Wednesday, August 10, 2011

Faith in Public Life

“Things have come to a pretty pass,” thundered Lord Melbourne, “when one should permit one’s religion to invade public life.”

That statement expresses the contempt Lord Melbourne felt for the enthusiasts of his day (those pesky religious peasants that followed Whitfield and Wesley and insisted on taking their religion seriously. They were shaking up the social order of the wealthy status quo of Great Britain(Metaxis/Amazing Grace/Harper/San Francisco/2007/xix).

In that statement, Lord Melbourne also expresses the GREATEST FEAR OF MANY CURRENT CITIZENS who want either to eliminate religious faith in the marketplace, or chain it to the church pew and confine it to the limited boundaries of ritualized worship.

By invading public life with his faith, Newton the slaver became a public icon as “Amazing Grace” and the Rector of Saint Matthews Anglican Church in England. It was Newton that a certain young politician sought out privately, much as Nicodemus the Pharisee sought out Jesus under cover of night.

It was the converted slaver, a true evangelical, who helped the highly successful politician understand that he could serve God without giving up his successful career as politician-legislator, and intimate friend of William Pitt the Prime Minister.

That 25-year-old dedicated the rest of his life to serving God in the public arena of the British Parliament. True to form, there were those like Lord Melbourne who shot off their verbal artillery, attempting to suppress the presence of divinity in the public arena. On the other hand, because William Wilberforce stayed true to God for the remainder of his life, while filling his role in a half-century of public service, he saw legislation passed that ended slavery in Great Britain, and virtually ended the world of slave trading.

From Warner’s World,
slave-traders like Isaac Newton are now a relic of the past. However, hundreds of former slaves owe their freedom to that one life-long member of the British Parliament who dared to take his religion into his public life. Today, no man, woman, boy, or girl worries about being forced into legalized slavery, although there are numerous new forms of human slavery today.

The “slave trade” is no more, all because one man took his personal faith in Jesus Christ into the public arena and consistently worked at making human rights a public issue. The next time someone tells you religion has no place in the marketplace, you remind them that had not William Wilberforce spent his Christian life in public service, we might still be buying, selling, and trading slaves on Wall Street. I am walkingwithwarner.blogspot.com


2 comments:

Uriel said...

Good article, but you had me going there for a bit with "Isaac Newton the Slave trader" - did you mean "John Newton"?

Wayne said...

Oh my;
you embarrass me, friend! Looks like a real editorial sin, which I try to keep pure from ... :-) Thanks for asking, and yes, I meant John Newton. I am greatly enamored with both Newton and Wilberforce. I. too, was a (Bank) Security Guard in a former bi-vocational position. It is amazing the people you touch out there!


* **The task**:
Scan the entries below for the string "annotation" and copy every line where it turns up.

* **Data shown**:
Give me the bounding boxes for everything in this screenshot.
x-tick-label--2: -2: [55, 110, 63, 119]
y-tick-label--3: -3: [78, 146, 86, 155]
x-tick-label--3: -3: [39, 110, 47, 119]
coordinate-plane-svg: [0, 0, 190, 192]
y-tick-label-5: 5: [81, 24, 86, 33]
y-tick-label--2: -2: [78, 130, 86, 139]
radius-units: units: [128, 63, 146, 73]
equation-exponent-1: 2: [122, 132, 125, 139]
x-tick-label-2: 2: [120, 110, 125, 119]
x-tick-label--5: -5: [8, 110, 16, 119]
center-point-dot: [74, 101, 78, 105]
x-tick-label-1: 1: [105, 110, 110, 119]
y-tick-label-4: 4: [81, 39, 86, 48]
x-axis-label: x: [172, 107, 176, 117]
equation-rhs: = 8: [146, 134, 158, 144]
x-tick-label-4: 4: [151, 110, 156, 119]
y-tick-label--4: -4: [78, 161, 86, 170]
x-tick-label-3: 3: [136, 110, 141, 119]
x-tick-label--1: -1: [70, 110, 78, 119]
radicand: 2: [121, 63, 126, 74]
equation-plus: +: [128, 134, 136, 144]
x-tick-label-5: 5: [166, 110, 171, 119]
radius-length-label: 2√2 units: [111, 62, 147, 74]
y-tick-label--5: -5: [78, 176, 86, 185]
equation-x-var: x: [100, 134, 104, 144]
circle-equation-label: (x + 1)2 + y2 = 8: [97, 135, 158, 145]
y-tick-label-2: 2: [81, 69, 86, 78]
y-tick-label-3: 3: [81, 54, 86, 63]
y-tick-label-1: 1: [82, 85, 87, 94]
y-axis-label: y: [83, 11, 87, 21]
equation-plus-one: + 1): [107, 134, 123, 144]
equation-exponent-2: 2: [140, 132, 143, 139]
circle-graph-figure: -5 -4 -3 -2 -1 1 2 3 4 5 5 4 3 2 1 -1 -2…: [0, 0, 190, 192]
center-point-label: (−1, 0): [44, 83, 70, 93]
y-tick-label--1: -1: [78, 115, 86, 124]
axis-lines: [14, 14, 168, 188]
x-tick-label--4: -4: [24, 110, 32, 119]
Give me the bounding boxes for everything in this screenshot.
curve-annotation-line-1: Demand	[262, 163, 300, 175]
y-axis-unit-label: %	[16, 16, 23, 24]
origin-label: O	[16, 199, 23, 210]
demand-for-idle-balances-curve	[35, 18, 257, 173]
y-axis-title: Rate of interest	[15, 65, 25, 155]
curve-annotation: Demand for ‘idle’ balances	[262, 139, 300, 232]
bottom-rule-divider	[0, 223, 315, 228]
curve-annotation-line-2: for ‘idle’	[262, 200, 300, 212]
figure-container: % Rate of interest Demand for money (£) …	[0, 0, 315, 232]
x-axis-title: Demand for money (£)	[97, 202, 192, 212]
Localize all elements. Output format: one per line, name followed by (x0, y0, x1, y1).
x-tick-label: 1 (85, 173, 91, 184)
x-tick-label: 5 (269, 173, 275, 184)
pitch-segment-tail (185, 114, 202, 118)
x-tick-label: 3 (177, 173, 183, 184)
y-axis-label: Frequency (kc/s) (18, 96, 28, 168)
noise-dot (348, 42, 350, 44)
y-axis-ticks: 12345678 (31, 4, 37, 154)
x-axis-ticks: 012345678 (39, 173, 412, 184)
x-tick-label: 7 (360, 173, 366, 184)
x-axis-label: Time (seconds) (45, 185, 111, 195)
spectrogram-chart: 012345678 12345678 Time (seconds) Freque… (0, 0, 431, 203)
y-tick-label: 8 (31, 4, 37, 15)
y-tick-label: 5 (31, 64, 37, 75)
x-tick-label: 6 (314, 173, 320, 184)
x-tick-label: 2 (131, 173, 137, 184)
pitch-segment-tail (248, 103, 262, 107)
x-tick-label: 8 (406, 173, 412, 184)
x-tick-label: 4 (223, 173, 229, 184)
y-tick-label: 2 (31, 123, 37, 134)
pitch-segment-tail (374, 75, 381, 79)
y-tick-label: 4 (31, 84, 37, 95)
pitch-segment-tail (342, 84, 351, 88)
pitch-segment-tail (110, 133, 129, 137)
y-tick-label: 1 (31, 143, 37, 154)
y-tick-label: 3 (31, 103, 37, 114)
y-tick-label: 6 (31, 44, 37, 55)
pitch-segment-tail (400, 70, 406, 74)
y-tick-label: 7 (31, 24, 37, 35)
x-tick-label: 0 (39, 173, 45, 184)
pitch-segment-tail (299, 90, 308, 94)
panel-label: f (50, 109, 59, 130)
...
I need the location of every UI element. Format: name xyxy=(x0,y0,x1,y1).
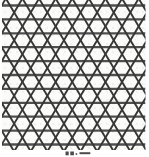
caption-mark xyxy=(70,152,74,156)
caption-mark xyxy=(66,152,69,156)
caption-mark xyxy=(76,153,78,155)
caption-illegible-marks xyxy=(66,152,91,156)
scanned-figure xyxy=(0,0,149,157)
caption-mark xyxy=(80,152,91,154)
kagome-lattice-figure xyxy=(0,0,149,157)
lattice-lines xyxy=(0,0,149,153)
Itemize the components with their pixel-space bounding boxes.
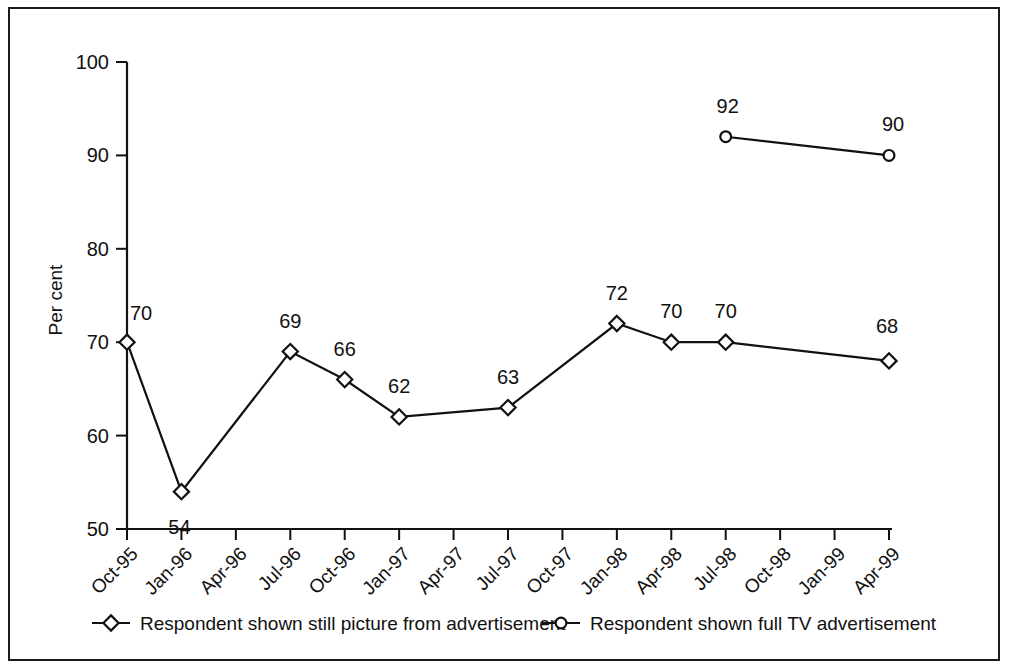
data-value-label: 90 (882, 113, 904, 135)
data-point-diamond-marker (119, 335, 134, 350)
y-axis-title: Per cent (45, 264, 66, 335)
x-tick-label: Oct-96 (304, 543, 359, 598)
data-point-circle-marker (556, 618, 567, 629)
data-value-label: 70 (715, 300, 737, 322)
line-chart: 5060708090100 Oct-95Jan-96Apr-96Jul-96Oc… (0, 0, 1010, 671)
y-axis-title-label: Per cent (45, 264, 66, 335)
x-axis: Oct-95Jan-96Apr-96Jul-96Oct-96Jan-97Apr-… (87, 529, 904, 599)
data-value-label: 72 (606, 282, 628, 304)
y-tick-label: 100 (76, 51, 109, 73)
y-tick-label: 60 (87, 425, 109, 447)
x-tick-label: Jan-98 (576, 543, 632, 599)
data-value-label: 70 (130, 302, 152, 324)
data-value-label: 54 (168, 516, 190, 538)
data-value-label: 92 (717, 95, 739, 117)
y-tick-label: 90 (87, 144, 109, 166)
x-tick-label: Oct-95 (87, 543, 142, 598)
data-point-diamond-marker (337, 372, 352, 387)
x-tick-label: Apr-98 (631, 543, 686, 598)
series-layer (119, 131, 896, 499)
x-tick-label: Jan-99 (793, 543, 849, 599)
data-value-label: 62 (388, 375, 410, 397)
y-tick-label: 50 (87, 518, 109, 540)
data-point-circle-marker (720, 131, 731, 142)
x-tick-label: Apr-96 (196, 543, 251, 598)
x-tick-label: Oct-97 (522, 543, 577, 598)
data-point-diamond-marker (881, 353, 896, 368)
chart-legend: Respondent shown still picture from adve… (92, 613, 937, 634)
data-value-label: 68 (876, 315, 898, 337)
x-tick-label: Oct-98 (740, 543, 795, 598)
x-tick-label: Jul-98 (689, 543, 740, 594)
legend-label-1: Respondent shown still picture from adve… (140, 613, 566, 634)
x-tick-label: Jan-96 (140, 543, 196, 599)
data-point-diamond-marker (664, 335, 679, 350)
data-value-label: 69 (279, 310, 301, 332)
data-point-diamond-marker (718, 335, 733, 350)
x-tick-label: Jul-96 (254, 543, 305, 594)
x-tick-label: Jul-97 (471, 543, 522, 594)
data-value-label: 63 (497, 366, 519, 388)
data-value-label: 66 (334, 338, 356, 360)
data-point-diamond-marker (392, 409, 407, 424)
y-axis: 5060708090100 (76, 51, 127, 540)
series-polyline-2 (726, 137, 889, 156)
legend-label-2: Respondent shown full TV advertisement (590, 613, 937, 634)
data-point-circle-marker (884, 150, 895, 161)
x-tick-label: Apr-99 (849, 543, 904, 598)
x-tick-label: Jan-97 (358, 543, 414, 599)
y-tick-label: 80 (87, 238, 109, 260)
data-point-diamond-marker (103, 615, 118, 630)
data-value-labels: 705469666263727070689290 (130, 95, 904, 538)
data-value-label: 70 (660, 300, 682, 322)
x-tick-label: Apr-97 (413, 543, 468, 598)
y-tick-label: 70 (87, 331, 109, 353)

* **Solution below**:
curve-annotation-line-1: Demand	[262, 163, 300, 175]
curve-annotation: Demand for ‘idle’ balances	[262, 139, 300, 232]
curve-annotation-line-2: for ‘idle’	[262, 200, 300, 212]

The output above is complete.